This week on our live show, David Dayen and Ryan Cooper discuss Tuesday’s presidential debate—not so much a debate as a massacre, David notes—and what it might mean for the election. Donald Trump, as he is virtually all the time, was incoherent, spewed blatant lies, and otherwise sounded totally incomprehensible.
Kamala Harris, on the other hand, did an excellent job letting Trump hang himself on his own rope. Her ability to articulate the policy of her potential administration was more mixed. On economics, the campaign still has some work to do in articulating a coherent vision for working Americans. But on abortion and reproductive rights, where Harris has been the administration’s most prominent voice for years, she convincingly made the case for how the administration shares the anger of voters having their rights stripped from them and will fight to protect the right to an abortion, presenting a stark contrast to Trump’s unintelligible rants.
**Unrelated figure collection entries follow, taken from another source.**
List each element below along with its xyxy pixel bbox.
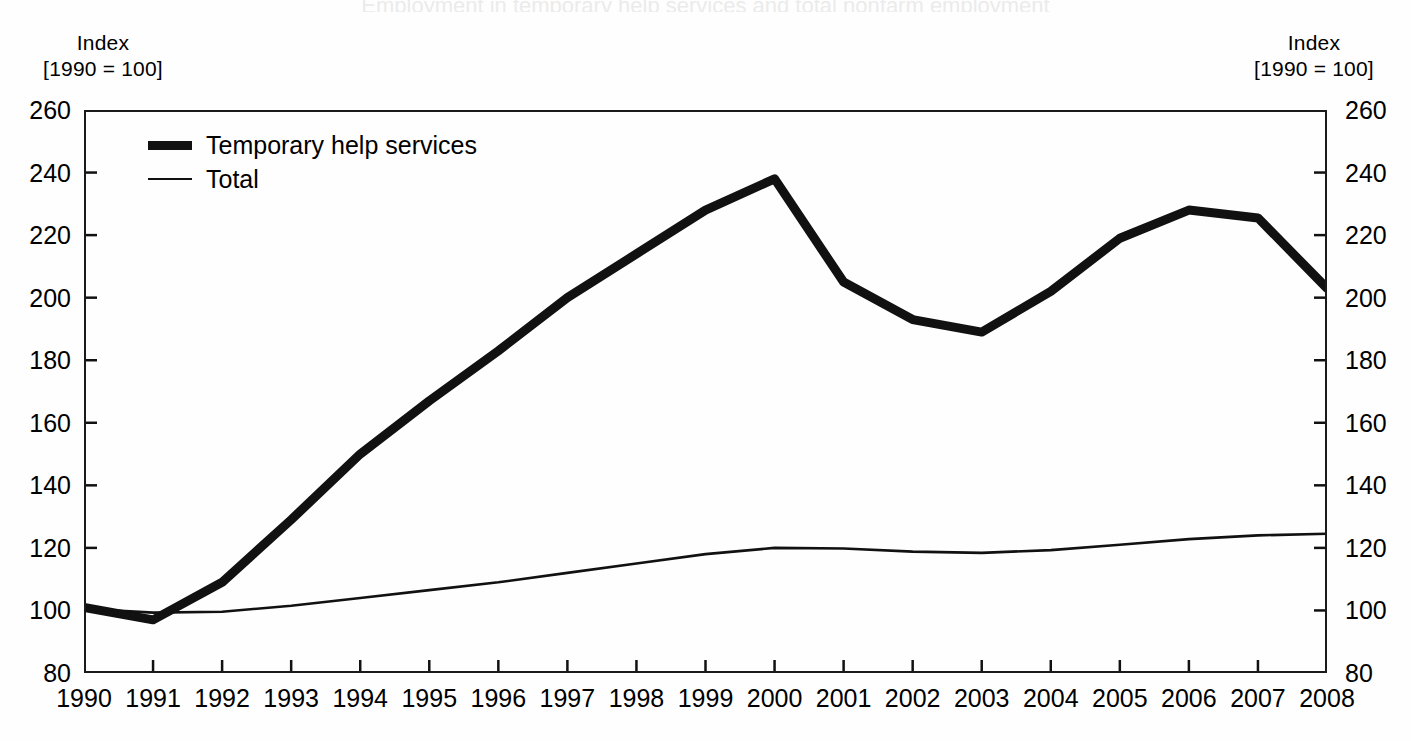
x-axis-tick-label: 2005 xyxy=(1092,686,1148,711)
y-axis-tick-label-left: 140 xyxy=(0,473,71,498)
y-axis-tick-label-right: 100 xyxy=(1345,598,1411,623)
y-axis-tick-label-right: 140 xyxy=(1345,473,1411,498)
y-axis-tick-label-right: 120 xyxy=(1345,535,1411,560)
x-axis-tick-label: 2004 xyxy=(1023,686,1079,711)
y-axis-tick-label-right: 180 xyxy=(1345,348,1411,373)
left-axis-unit-caption: Index [1990 = 100] xyxy=(18,30,188,82)
y-axis-tick-label-right: 80 xyxy=(1345,661,1411,686)
y-axis-tick-label-left: 120 xyxy=(0,535,71,560)
x-axis-tick-label: 1994 xyxy=(332,686,388,711)
legend-line-swatch-icon xyxy=(148,178,192,180)
x-axis-tick-label: 1990 xyxy=(56,686,112,711)
y-axis-tick-label-left: 200 xyxy=(0,285,71,310)
legend-entry: Total xyxy=(148,162,477,196)
legend-entry-label: Temporary help services xyxy=(206,133,477,158)
x-axis-tick-label: 2002 xyxy=(885,686,941,711)
y-axis-tick-label-left: 160 xyxy=(0,410,71,435)
y-axis-tick-label-left: 220 xyxy=(0,223,71,248)
right-axis-unit-line2: [1990 = 100] xyxy=(1229,56,1399,82)
y-axis-tick-label-right: 200 xyxy=(1345,285,1411,310)
x-axis-tick-label: 2001 xyxy=(816,686,872,711)
y-axis-tick-label-left: 180 xyxy=(0,348,71,373)
x-axis-tick-label: 1996 xyxy=(471,686,527,711)
x-axis-tick-label: 1999 xyxy=(678,686,734,711)
x-axis-tick-label: 1991 xyxy=(125,686,181,711)
x-axis-tick-label: 2003 xyxy=(954,686,1010,711)
x-axis-tick-label: 2008 xyxy=(1299,686,1355,711)
x-axis-tick-label: 1995 xyxy=(401,686,457,711)
left-axis-unit-line2: [1990 = 100] xyxy=(18,56,188,82)
y-axis-tick-label-left: 260 xyxy=(0,98,71,123)
y-axis-tick-label-right: 260 xyxy=(1345,98,1411,123)
x-axis-tick-label: 1993 xyxy=(263,686,319,711)
x-axis-tick-label: 2006 xyxy=(1161,686,1217,711)
y-axis-tick-label-left: 240 xyxy=(0,160,71,185)
right-axis-unit-line1: Index xyxy=(1229,30,1399,56)
y-axis-tick-label-left: 100 xyxy=(0,598,71,623)
x-axis-tick-label: 2007 xyxy=(1230,686,1286,711)
x-axis-tick-label: 2000 xyxy=(747,686,803,711)
legend-line-swatch-icon xyxy=(148,141,192,150)
y-axis-tick-label-left: 80 xyxy=(0,661,71,686)
y-axis-tick-label-right: 240 xyxy=(1345,160,1411,185)
right-axis-unit-caption: Index [1990 = 100] xyxy=(1229,30,1399,82)
y-axis-tick-label-right: 160 xyxy=(1345,410,1411,435)
y-axis-tick-label-right: 220 xyxy=(1345,223,1411,248)
cropped-title: Employment in temporary help services an… xyxy=(0,0,1411,12)
x-axis-tick-label: 1992 xyxy=(194,686,250,711)
chart-legend: Temporary help servicesTotal xyxy=(148,128,477,196)
x-axis-tick-label: 1998 xyxy=(609,686,665,711)
legend-entry: Temporary help services xyxy=(148,128,477,162)
legend-entry-label: Total xyxy=(206,167,259,192)
x-axis-tick-label: 1997 xyxy=(540,686,596,711)
left-axis-unit-line1: Index xyxy=(18,30,188,56)
chart-figure: Employment in temporary help services an… xyxy=(0,0,1411,741)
The most worrying moment of the debate was Trump repeating J.D. Vance’s outrageous lies about Haitian immigrants in Springfield, Ohio, eating household pets, It’s a problem that racist conspiracy theories circulated by dark corners of the internet can be eagerly spread through Donald Trump’s enormous platform, targeting groups of people and encouraging racist violence.
In any case, this will be a very close election, if the flood of direct mail from outside pro-Trump groups targeting swing-state voters (like Ryan!) is any indication. Polls show a very close race, and the far right has made worrying gains among male voters. Is the Harris campaign ready for this challenge?